The contours of the OFCCP’s definitions and potential ramifications are legitimately debatable and all should be encouraged to read the OFCCP’s proposal for themselves. It is chock full of background information and citations to relevant statutes and case law on which the agency relies. But to earmark the OFCCP’s proposal as a dramatic sea change in the religious exemption as we have known it for the past half century is, at the least, premature.
 
The most alarming proposal for skeptics of the agency’s intent is the paragraph the OFCCP proposes to add to its regulations establishing a rule of construction that provides for “the broadest protection of religious exercise permitted by the Constitution and laws.” That proposed provision is the result of a direct instruction from the White House reflecting current policy and priorities. Baking that policy directly into the OFCCP’s regulations would make it harder for the agency to shift, if or when the political winds change. And it is hard to say how that proposed provision would impact the agency’s enforcement policy in practical terms.
 
It is worth noticing, however, the number of times in the OFCCP’s proposal that the agency takes pains to note that the religious exemption has never been and still is not a license to discriminate on other bases. Often, the agency provides specific examples such as the intersection of religion and sex or race, and sends strong signals that the agency is on guard for “sham” claims of religious freedom as pretext to commit unlawful discrimination.
 
The largest effect of the OFCCP’s proposal could very well end up lying in the coverage of the proposal itself. The religious exemption under the Executive Order is a relatively obscure one and, according to the OFCCP, not often invoked, much less recognized. The proposal and discussions of it serve to remind federal contractor employers of its availability and could lead to a spike in organizations claiming the exemption. But written all over the OFCCP’s proposal is the agency’s intention to closely, but respectfully, scrutinize such claims and continue to methodically evaluate them as they always have.
 
The OFCCP’s proposal is available on the Federal Register website.

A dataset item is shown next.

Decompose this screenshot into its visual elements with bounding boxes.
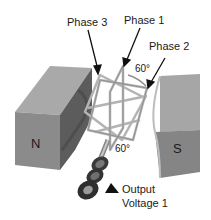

Anmerkung der Redaktion: Dieser Beitrag wurde ursprünglich auf Circaworks.com veröffentlicht. Im April 2023 übernahm Mitratech Circa, einen führenden Anbieter von Software für integratives Recruiting und OFCCP-Compliance. Der Inhalt wurde seitdem aktualisiert, um unser erweitertes Produktangebot, die sich entwickelnden Compliance-Vorschriften für die Talentakquise und Best Practices im Personalmanagement zu berücksichtigen.